The purpose of this article analyze the process that led Buchanan to become a ‘Wicksellian’, that is, to recognise the importance of Finanztheoretische Untersuchungen. It is now established that Buchanan discovered Wicksell’s Finanztheoretische Untersuchungen not after he had completed his PhD dissertation – as he himself recounted – but before. We show that, if the process did indeed start with the dissertation, Wicksell remained marginal for Buchanan until he had read Nancy Ruggles’s articles on welfare economics and marginal cost pricing. This led him to start translating Wicksell’s book. Then, we discuss the role of the correspondence that Buchanan exchanged with Carl Uhr.
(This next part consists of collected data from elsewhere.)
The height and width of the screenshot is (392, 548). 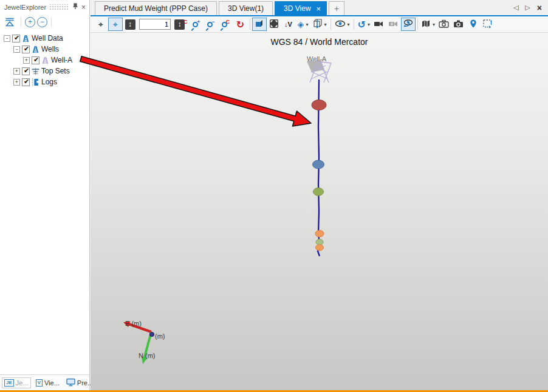 I want to click on tree-item-wells: - Wells, so click(x=45, y=49).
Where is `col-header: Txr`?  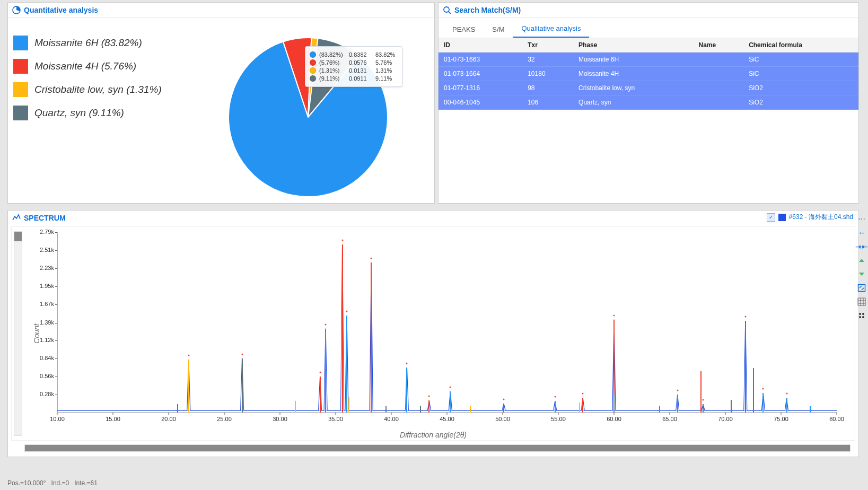 col-header: Txr is located at coordinates (548, 46).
Ruggles and Uhr played an important role in Buchanan’s acceptance that Finanztheoretische Untersuchungen was an important book.


2017 ◽  
Vol 41 (1) ◽  
pp. 121-144
Author(s):  
Paul Brook ◽  
Christina Purcell

This article is an historical account of the contested growth of the temporary employment agency sector in France. It utilises a variegated capitalism conceptual framework to explain the evolution of a distinctive temporary employment agency sector and regulatory environment under French politico-institutional conditions that was contingent upon global developments. The article charts the role of large agencies in constructing a market for agency labour despite wide-scale cultural, political and trade union opposition. In order to build legitimacy, agencies sought partners in the labour movement from the late 1960s onwards. By the late 1990s, the sector had grown significantly within a gradually more permissive regulatory framework, despite ongoing but fragmenting opposition. The article demonstrates that the growth of agency labour was not an inevitable outcome of global pressure for labour market deregulation. It also reveals how national regulatory institutions alone are not a sufficient bulwark against global labour market pressures.